Abrams brings his trademark mystery box MacGuffinry to Mission: Impossible.
The cold open is cruel. Intimate, restrained, but cruel. Ethan Hunt, bound to a chair, watches the woman he loves about to be executed while a man with the face of a disapproving accountant calmly counts to ten. It’s a quietly nightmarish prologue that promises a tighter, darker Mission: Impossible film. But what Mission: Impossible III delivers instead is a sleek, confident placeholder – a reboot in all but name – designed to prove that the series could still function as a blockbuster delivery system. In many ways, it does. But it also foreshadows the rise of J J Abrams: the cult-TV nerd turned studio messiah whose signature blend of confident tone and aggressive mystery-boxing always ends up being less than the sum of its parts.
This time around, IMF agent Ethan Hunt (Tom Cruise) is pulled out of a semi-retirement where he trains new recruits and plays house with fiancée Julia (Michelle Monaghan), only to be drawn into a confrontation with arms dealer Owen Davian (Philip Seymour Hoffman) after a mission gone wrong results in the death of one of Hunt’s trainees. Joining him on the mission are returning tech-whiz Luther Stickell (Ving Rhames), new field agents Declan Gormley (Jonathan Rhys Meyers) and Zhen Lei (Maggie Q), and IMF technician Benji Dunn (Simon Pegg) making his first appearance, as they chase down something known only as the Rabbit’s Foot, and try to stop Davian from doing something unspeakable with it.
Gone is the rococo extravagance of John Woo’s mythic doves-and-ducati melodrama. Abrams, coming from the school of Alias and Lost, brings a television director’s knack for compressing narrative into sleek modular units: training scenes, banter, heists, backstory reveals, all neatly slotted into a forward-driving arc. But his instinct for narrative hooks comes with a drawback: the illusion of deeper meaning that never quite arrives. The Rabbit’s Foot is the perfect metaphor for the film’s ambition – mysterious, shiny, tantalisingly important, but ultimately hollow – the epitome of a J J Abrams MacGuffin. Even characters in the film speculate about what it does. They never find out. Neither do we.
What Mission: Impossible III gets right is the rhythm. Abrams knows how to pace tension, how to shoot legibly, and how to frame Cruise like he’s already immortal. He nails the team dynamic too, which would become increasingly important in future instalments. There’s genuine warmth and camaraderie among the team, even if Meyers and Q get little room to breathe. Rhames, always the series’ soulful ballast, finally gets a bit more meat. And Hoffman, in his first proper blockbuster role, is bone-chilling as Davian: calm, cruel, and palpably dangerous, all without raising his voice. He’s also the best argument the film has for taking itself seriously, even if it also introduces Benji Dunn, a desk-bound technician whose sole raison d’etre is to deliver comic relief and/ or exposition. In the end, Pegg’s Benji would be the most enduring contribution Abrams would make to the franchise even if, by the time we get to Dead Reckoning, the series has completely forgotten what the point of Benji originally was.
The personal stakes, though, are where Abrams begins to overreach. Hunt’s relationship with Julia is functional, but never feels emotionally grounded. Her presence exists mainly to give the film an engine for panic and rescue, and while Monaghan does what she can with the material, the emotional beats feel more obligatory than earned. Abrams wants us to feel things, but only after he’s workshopped the framing to within an inch of its life. His approach flatters as emotional depth but reads more like narrative scaffolding sprayed with emotive gloss.
It doesn’t help that Mission: Impossible III constantly gestures at a more profound thematic ambition: questions of trust, the cost of secrecy, the toll of double lives. But none of it lingers. The film is always chasing its next adrenaline spike, never stopping long enough to land the punch. It’s sleek, but ephemeral. Gripping, but weightless.
Still, it’s hard to deny that this was the course correction the series needed. After the overheated bombast of Mission: Impossible 2, this film re-established the template: the masks, the teams, the implausible gadgetry, and the increasingly elastic definition of reality. Abrams may have polished the surfaces so hard the reflections obscure the depth, but he arrested the franchise’s tailspin. He didn’t resurrect Mission: Impossible, as is often claimed – that would happen when Cruise tapped director Brad Bird and new writers to replace the creative circle jerk of Abrams, Orci and Kurtzman to create a potential exit strategy in Ghost Protocol – but he proved it could still matter. The real mission was making us believe in Ethan Hunt again and it almost pulls it off.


__What is being asked__
Lines in the data below that contain the word "JSON" are to be copied.
■ ■ ■ ■
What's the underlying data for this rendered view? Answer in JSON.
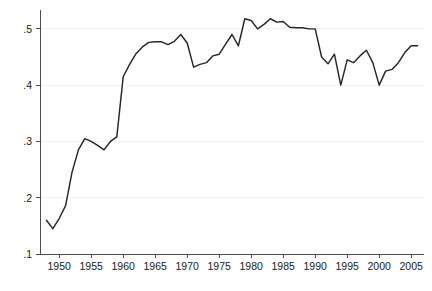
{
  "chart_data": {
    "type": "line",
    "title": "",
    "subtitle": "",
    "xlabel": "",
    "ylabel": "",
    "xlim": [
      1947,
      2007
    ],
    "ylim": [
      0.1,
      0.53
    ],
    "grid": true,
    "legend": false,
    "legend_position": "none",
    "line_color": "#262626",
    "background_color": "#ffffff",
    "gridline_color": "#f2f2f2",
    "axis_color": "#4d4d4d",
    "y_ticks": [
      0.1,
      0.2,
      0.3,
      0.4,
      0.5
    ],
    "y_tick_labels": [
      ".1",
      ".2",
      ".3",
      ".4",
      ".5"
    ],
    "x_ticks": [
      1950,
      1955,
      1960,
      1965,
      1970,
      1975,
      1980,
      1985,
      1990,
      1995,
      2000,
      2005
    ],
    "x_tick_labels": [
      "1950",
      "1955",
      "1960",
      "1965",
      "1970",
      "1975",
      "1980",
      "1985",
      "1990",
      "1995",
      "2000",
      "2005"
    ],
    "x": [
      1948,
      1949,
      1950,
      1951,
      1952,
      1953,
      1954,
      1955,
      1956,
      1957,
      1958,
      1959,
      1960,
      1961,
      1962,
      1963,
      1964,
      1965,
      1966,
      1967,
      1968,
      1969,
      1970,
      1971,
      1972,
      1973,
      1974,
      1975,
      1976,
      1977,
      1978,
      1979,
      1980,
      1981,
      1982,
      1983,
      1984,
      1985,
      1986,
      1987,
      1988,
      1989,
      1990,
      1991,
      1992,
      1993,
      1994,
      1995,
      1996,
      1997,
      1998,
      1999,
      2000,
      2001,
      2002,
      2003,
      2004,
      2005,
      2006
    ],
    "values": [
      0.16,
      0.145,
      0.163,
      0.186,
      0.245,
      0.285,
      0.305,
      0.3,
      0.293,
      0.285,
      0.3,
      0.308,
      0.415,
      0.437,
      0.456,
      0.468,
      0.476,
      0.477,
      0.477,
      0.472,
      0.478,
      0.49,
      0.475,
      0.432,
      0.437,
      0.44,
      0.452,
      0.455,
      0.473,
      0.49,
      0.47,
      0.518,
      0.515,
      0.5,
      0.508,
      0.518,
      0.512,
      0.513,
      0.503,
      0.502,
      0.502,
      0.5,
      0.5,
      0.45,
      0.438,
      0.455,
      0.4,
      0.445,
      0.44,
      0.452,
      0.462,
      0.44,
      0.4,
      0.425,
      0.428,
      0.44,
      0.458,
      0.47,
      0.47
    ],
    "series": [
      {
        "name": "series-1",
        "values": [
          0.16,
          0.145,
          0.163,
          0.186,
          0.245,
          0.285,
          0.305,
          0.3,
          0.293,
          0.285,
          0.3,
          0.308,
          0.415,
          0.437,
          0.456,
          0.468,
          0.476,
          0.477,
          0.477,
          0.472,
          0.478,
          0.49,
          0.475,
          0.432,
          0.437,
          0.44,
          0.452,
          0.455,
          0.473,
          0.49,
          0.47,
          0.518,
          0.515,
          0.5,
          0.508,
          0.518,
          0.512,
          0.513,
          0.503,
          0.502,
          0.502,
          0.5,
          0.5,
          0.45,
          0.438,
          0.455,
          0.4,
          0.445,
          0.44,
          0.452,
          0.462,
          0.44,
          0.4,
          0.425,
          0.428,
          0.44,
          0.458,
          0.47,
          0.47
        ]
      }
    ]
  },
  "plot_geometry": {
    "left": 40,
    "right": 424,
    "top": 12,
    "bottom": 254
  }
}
■ ■ ■ ■
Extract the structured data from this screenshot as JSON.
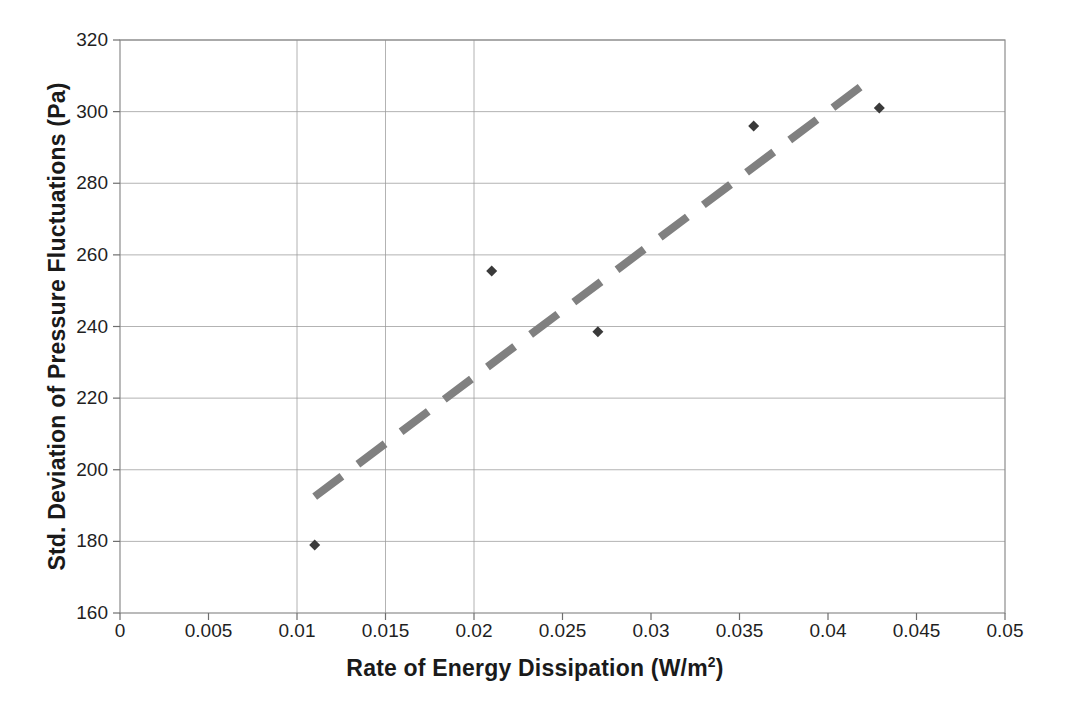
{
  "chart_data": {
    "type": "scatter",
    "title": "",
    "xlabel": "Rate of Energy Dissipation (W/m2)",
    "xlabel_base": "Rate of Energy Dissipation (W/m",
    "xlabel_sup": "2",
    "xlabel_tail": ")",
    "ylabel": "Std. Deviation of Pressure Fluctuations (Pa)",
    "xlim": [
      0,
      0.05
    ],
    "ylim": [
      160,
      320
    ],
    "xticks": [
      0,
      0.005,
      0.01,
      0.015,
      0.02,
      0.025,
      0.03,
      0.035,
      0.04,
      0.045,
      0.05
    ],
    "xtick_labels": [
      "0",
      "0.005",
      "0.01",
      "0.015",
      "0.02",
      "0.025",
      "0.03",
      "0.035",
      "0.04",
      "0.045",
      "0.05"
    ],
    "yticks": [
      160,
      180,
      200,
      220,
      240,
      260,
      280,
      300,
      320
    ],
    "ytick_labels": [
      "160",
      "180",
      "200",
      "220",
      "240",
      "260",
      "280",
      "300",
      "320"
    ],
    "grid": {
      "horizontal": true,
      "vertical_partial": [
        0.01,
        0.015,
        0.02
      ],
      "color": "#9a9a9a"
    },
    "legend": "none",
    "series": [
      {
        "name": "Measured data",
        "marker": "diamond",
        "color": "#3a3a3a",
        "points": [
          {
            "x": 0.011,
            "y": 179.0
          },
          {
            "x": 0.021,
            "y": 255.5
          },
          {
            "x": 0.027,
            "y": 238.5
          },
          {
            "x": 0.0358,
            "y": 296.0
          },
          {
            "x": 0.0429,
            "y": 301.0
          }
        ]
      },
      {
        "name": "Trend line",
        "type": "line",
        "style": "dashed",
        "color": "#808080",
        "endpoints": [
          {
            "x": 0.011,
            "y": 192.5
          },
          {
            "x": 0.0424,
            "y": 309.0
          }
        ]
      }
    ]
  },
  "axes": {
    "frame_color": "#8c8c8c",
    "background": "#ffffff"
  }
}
■ ■ ■ ■
__Written response__
What's the underlying data for this rendered view? Answer in JSON.
Extract the structured data from this screenshot as JSON.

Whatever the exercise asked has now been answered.